In response to:

All in the Mind from the January 16, 1969 issue

To the Editors:

I hope you will permit me to correct an important error and point out an omission in Charles Rycroft’s interesting All in the Mind, a review of C.G. Jung’s Analytical Psychology: Its Theory and Practise. He reproduces what he calls two “diagrams of the mind,” one by Jung and one by Freud, which he thinks would be “almost identical” if Jung’s diagram “were rotated ninety degrees.” They are both “metaphorical artifacts” which are “unnecessary,” in Rycroft’s view, and do not do justice to the real nature of mental processes, which would be better represented in “auditory, musical language” than by trying to describe their spatial relations, which “derive as much from the facts of geometry as from those of psychology.”

What Rycroft fails to mention is the title of Jung’s diagram which is simply “The Ego,” and this is only the second in a series of four diagrams. This is the least important and limits itself to only one aspect of the ego. Freud’s, on the other hand, is a diagram of the intricate relationship between the Ego, the Id, the “repressed” and the Pcpt system, and is therefore a diagram of mental processes of a very far-reaching nature. It is unfair to both of these great pioneers to compare these two diagrams, and to imply that there is not much difference in their basic concepts. Later on, in this same volume, Jung produces a diagram which fully shows his much more complex conception of the psyche, and here I think we see how in this he did satisfy Rycroft’s wish that we should have a “psychology in which thoughts are conceived of as themes.…. which can undergo development and variation” (see p. 49), and also how totally different this is from anything Freud ever envisaged.

I should also like to say that, having been, myself, present at this series of lectures, I can testify to the fact that Jung was being very much himself and did not, as Rycroft states, artificially assume a personality which he thought would please the English. He was not playing a role when he appeared to be “a direct man, down-to-earth even when scaling the heights or plumbing the depths,” and a careful reading of the discussions shows how much his audience appreciated and responded humanly to this naturalness of expression.

Joseph L. Henderson, M.D.

President

C.G. Jung Institute of San Francisco

San Francisco, California

Charles Rycroft replies:

I think Dr. Henderson has mistaken both the tone and the intentions of my review. I was not seriously suggesting that there are no significant differences between Freudian and Jungian psychologies but was concerned to make three skeptical points: 1. The original formulations of psychodynamic theory were much more influenced by the personalities and styles of thinking of their creators than they themselves realized; 2. Both Freud and Jung got themselves into a position in which they were able to impose their own (possibly erroneous) views of themselves on their followers; 3. Writing as they did before the advent of techniques of linguistic and semantic analysis they were oblivious of some at least of the pitfalls surrounding the construction of psychological theories.

Dr. Henderson evidently takes more seriously than I do the possibility of constructing a psychological theory based on music. Perhaps I should refer him to John Cohen’s Humanistic Psychology, Chapter 1, “The Difficulty of Making the First Step,” where he discusses the pervasive effect on a theory of the initial analogy on which it is based.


▶ [What you will do]
Would you please write out the records below exactly as they appear?

▶ [Data]
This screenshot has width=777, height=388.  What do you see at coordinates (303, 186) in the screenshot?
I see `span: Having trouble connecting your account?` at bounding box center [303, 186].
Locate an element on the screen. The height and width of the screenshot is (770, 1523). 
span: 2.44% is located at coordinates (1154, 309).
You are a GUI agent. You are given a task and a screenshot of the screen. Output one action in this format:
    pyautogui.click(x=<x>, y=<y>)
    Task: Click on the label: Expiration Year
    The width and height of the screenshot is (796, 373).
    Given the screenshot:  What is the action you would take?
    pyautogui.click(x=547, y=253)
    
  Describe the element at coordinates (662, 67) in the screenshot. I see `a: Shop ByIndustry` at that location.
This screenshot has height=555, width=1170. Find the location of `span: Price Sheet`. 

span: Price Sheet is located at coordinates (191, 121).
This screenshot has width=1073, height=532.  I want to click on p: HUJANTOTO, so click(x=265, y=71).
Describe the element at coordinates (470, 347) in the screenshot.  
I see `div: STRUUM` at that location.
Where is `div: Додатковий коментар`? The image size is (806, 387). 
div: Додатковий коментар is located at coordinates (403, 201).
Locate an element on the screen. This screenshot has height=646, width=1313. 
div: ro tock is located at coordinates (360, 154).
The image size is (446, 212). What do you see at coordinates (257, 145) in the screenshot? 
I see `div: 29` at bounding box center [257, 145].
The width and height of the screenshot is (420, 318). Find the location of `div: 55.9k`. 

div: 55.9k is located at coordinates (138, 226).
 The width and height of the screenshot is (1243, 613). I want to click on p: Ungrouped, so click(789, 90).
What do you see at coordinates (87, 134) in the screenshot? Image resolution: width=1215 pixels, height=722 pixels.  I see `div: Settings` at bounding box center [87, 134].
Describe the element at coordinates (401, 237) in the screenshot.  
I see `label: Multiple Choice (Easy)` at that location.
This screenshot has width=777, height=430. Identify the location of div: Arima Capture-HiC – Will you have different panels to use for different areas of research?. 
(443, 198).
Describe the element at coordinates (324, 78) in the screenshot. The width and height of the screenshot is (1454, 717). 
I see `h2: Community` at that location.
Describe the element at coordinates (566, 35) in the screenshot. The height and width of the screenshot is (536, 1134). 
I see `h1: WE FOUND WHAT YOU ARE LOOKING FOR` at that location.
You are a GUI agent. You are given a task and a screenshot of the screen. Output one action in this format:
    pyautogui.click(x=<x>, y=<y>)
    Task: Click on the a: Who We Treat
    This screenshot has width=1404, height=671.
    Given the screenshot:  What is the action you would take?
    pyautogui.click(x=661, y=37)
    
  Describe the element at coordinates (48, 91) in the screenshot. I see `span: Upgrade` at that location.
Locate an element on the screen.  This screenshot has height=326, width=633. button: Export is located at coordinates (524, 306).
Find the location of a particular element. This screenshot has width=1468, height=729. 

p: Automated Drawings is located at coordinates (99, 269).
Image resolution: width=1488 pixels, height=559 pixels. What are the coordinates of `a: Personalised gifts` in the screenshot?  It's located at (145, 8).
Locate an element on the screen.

▶ [Completed task]
This screenshot has width=777, height=388.  What do you see at coordinates (303, 186) in the screenshot?
I see `span: Having trouble connecting your account?` at bounding box center [303, 186].
Locate an element on the screen. The height and width of the screenshot is (770, 1523). 
span: 2.44% is located at coordinates (1154, 309).
You are a GUI agent. You are given a task and a screenshot of the screen. Output one action in this format:
    pyautogui.click(x=<x>, y=<y>)
    Task: Click on the label: Expiration Year
    The width and height of the screenshot is (796, 373).
    Given the screenshot:  What is the action you would take?
    pyautogui.click(x=547, y=253)
    
  Describe the element at coordinates (662, 67) in the screenshot. I see `a: Shop ByIndustry` at that location.
This screenshot has height=555, width=1170. Find the location of `span: Price Sheet`. 

span: Price Sheet is located at coordinates (191, 121).
This screenshot has width=1073, height=532.  I want to click on p: HUJANTOTO, so click(x=265, y=71).
Describe the element at coordinates (470, 347) in the screenshot.  
I see `div: STRUUM` at that location.
Where is `div: Додатковий коментар`? The image size is (806, 387). 
div: Додатковий коментар is located at coordinates (403, 201).
Locate an element on the screen. This screenshot has height=646, width=1313. 
div: ro tock is located at coordinates (360, 154).
The image size is (446, 212). What do you see at coordinates (257, 145) in the screenshot? 
I see `div: 29` at bounding box center [257, 145].
The width and height of the screenshot is (420, 318). Find the location of `div: 55.9k`. 

div: 55.9k is located at coordinates (138, 226).
 The width and height of the screenshot is (1243, 613). I want to click on p: Ungrouped, so click(789, 90).
What do you see at coordinates (87, 134) in the screenshot? Image resolution: width=1215 pixels, height=722 pixels.  I see `div: Settings` at bounding box center [87, 134].
Describe the element at coordinates (401, 237) in the screenshot.  
I see `label: Multiple Choice (Easy)` at that location.
This screenshot has width=777, height=430. Identify the location of div: Arima Capture-HiC – Will you have different panels to use for different areas of research?. 
(443, 198).
Describe the element at coordinates (324, 78) in the screenshot. The width and height of the screenshot is (1454, 717). 
I see `h2: Community` at that location.
Describe the element at coordinates (566, 35) in the screenshot. The height and width of the screenshot is (536, 1134). 
I see `h1: WE FOUND WHAT YOU ARE LOOKING FOR` at that location.
You are a GUI agent. You are given a task and a screenshot of the screen. Output one action in this format:
    pyautogui.click(x=<x>, y=<y>)
    Task: Click on the a: Who We Treat
    This screenshot has width=1404, height=671.
    Given the screenshot:  What is the action you would take?
    pyautogui.click(x=661, y=37)
    
  Describe the element at coordinates (48, 91) in the screenshot. I see `span: Upgrade` at that location.
Locate an element on the screen.  This screenshot has height=326, width=633. button: Export is located at coordinates (524, 306).
Find the location of a particular element. This screenshot has width=1468, height=729. 

p: Automated Drawings is located at coordinates (99, 269).
Image resolution: width=1488 pixels, height=559 pixels. What are the coordinates of `a: Personalised gifts` in the screenshot?  It's located at (145, 8).
Locate an element on the screen.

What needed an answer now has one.